Tuesday, May 26, 2009

Preface To Accidents: Addiction Is Deadly

I've become kind of addicted to the Netflix play-movie-in-the-browser function. It's made me watch too many movies (usually while I'm doing other stuff on the computer) that I would probably NEVER watch, even if they came on television. Is it because the movies are in the background in the same way that kids of today watch stuff constantly on their computers while they do homework, twitter, chat, download porn & music & pirate movies? I always thought I was too old for this. & I do do one thing they probably don't - when I am absorbed in an email or something else that's taking my time, I tend to "rewind" the movie to see the stuff I've missed. In any event, I feel dumb because I just watched two movies that I thought were all right but didn't really want to watch & I'm late writing in this blog.

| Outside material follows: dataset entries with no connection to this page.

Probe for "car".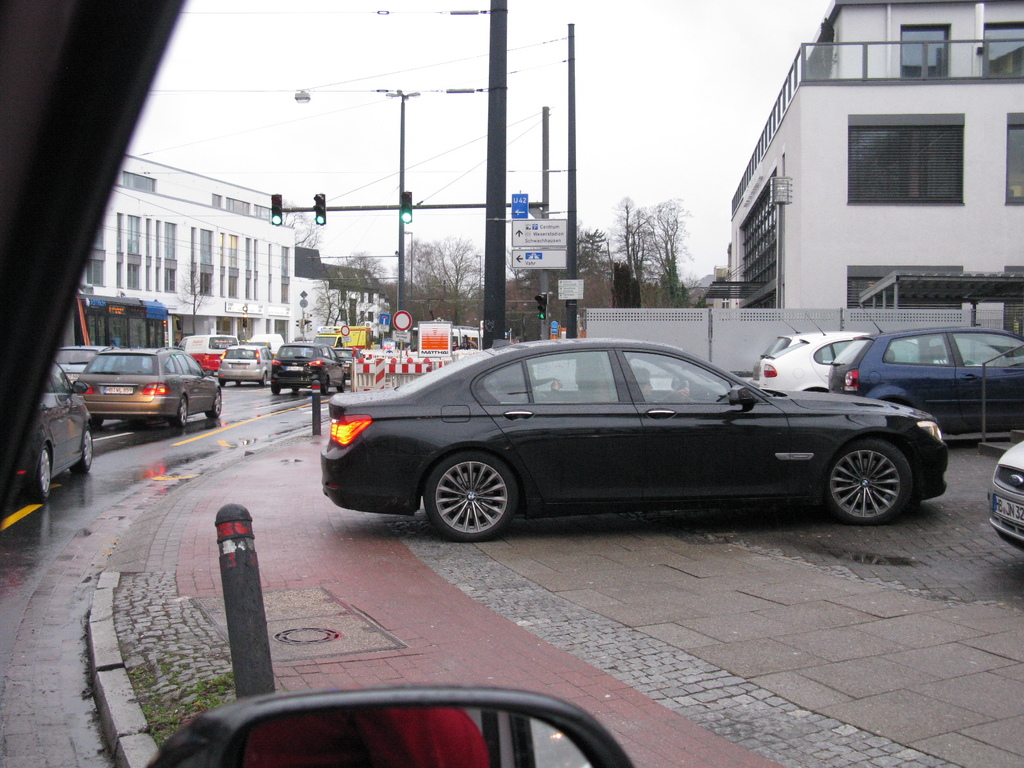
Probe result: crop(75, 349, 223, 431).
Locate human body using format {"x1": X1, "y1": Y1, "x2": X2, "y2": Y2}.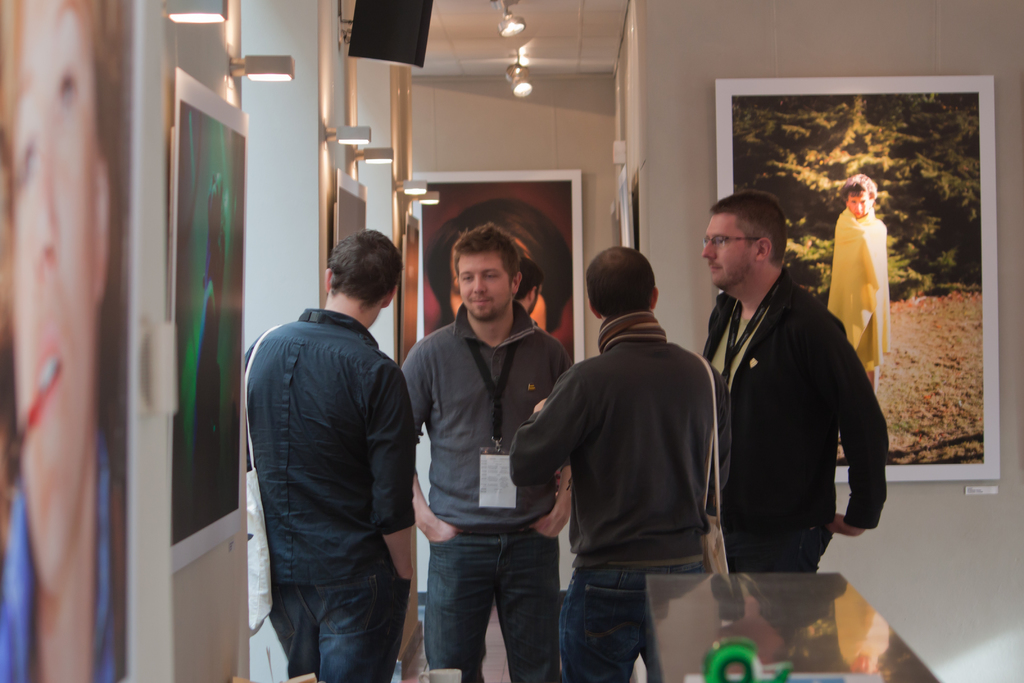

I've probably started this because my new computer has a gorgeous screen & I like to use it. I'm going to start watching my favorite pretty movies on it before too long.

I have mentioned this before (& I mention it on my show when I read something from a column) but I am a big fan of the Word Detective. I just remembered a column he wrote a while back which, unfortunately, doesn't have anything to with Netflix Instant Play (or whatever it's called) addiction. In this column, about the origins of the word "crank," he talks about words like "dial" which we still use even though we don't really use phones with dials any more. He remarks that words like "crank" & "dial" are both in "a range of terms still in common usage even though the technologies that spawned them have profoundly changed, turning words whose logic once would have been obvious into linguistic fossils." But surely there's a better name for them than "linguistic fossils"! Let's come up with one.

I thought of that because I mentioned that I "rewind" the online movies, even though there's no tape involved. Funny, yes?